What is not popularly recognized is how the Arab world benefited from the Balfour Declaration and how it served the Arab world in their nationalist goals and helped advance their own independence from the colonial powers of England and France.

Despite the essentially parallel processes of independence from colonial and protectorate influence over the first half of the twentieth century, only one of the national movements at the time and only one of the resulting states, namely Israel, is accused of being "colonial," with the term "settler-colonialist" applied to the Zionist enterprise.

This term, however, can assume validity only if it is assumed that the "setters" have no indigenous roots and rights in the area. As such, this is yet another example of psychological manipulation for political purposes. The notion of "settler" dismisses any historical or biblical connection of Jews to the area. Hence, the importance of denial of Jewish rights, history, and claims to the area.
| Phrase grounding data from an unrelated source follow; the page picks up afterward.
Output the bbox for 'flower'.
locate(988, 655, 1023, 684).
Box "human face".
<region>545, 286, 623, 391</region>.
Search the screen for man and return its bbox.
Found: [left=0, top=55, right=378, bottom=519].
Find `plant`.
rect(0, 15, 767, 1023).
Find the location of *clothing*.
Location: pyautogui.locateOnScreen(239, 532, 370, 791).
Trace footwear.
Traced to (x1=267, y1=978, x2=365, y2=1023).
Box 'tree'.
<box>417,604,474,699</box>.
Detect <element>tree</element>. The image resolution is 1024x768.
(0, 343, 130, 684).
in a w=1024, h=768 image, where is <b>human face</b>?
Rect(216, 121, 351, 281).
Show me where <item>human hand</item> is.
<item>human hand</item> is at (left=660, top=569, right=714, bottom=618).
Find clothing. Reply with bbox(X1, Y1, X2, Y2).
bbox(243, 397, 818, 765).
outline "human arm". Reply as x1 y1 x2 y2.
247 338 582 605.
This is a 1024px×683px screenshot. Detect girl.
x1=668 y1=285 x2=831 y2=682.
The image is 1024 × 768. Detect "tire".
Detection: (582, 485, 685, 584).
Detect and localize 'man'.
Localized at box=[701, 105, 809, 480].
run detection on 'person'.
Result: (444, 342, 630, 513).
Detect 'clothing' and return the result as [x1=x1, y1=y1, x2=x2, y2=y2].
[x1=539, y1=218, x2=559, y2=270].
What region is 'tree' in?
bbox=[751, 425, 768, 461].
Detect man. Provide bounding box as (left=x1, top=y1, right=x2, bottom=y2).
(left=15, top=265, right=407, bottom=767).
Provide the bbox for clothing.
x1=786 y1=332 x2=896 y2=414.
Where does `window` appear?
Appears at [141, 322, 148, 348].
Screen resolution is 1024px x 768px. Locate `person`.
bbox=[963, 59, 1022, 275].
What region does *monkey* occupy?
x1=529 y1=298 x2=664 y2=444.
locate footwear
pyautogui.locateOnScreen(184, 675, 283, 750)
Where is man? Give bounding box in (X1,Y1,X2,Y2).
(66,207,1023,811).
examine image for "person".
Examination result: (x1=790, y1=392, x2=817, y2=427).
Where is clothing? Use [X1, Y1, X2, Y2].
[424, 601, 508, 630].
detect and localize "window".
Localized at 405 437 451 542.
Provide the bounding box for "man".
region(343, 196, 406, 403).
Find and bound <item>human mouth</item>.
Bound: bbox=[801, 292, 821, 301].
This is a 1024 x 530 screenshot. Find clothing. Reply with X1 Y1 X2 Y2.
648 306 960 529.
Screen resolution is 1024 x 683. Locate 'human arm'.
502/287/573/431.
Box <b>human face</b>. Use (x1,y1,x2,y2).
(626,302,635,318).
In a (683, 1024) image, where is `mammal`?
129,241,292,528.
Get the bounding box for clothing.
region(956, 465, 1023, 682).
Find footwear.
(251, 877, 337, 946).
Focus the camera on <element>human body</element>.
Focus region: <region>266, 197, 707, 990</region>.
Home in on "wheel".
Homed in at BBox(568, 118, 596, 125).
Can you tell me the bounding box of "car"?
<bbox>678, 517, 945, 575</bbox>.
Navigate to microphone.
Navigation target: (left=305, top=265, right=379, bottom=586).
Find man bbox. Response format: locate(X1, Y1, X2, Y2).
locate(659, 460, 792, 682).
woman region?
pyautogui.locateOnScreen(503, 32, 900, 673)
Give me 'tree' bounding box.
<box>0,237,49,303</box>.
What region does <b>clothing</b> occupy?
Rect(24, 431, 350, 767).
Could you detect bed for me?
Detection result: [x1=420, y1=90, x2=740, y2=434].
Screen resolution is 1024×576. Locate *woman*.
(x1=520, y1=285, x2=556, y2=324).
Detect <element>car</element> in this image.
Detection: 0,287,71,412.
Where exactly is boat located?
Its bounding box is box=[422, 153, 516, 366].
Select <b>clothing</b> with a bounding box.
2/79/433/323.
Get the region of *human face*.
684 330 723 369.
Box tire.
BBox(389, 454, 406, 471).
Lest there be any confusion about what a "settler" is, those who use the terminology "settler-colonialist" against Israel clearly mean the entire Zionist enterprise, including the original territory of the State of Israel in 1948. The "colonial Israel" charge is thus rooted in an ideological denial of any Jewish connection to the ancient Land of Israel.

Psychological factors often play a role in the development of political views. In the Israel-Arab conflict, one of the ways in which psychological factors operate is in the formation of "mantras" that do not necessarily reflect either the historical record or applicable international law.1 Examples include the use of descriptions of occupation as "illegal"2 and the determination that there is a "right" of resistance3 or a "right" of return.4 When used over and over again, these descriptions, despite their questionable legitimacy, can alter perceptions. Once perceptions change, attitudes and behavior change as well, leading to partial and ultimately biased views of historical and political reality.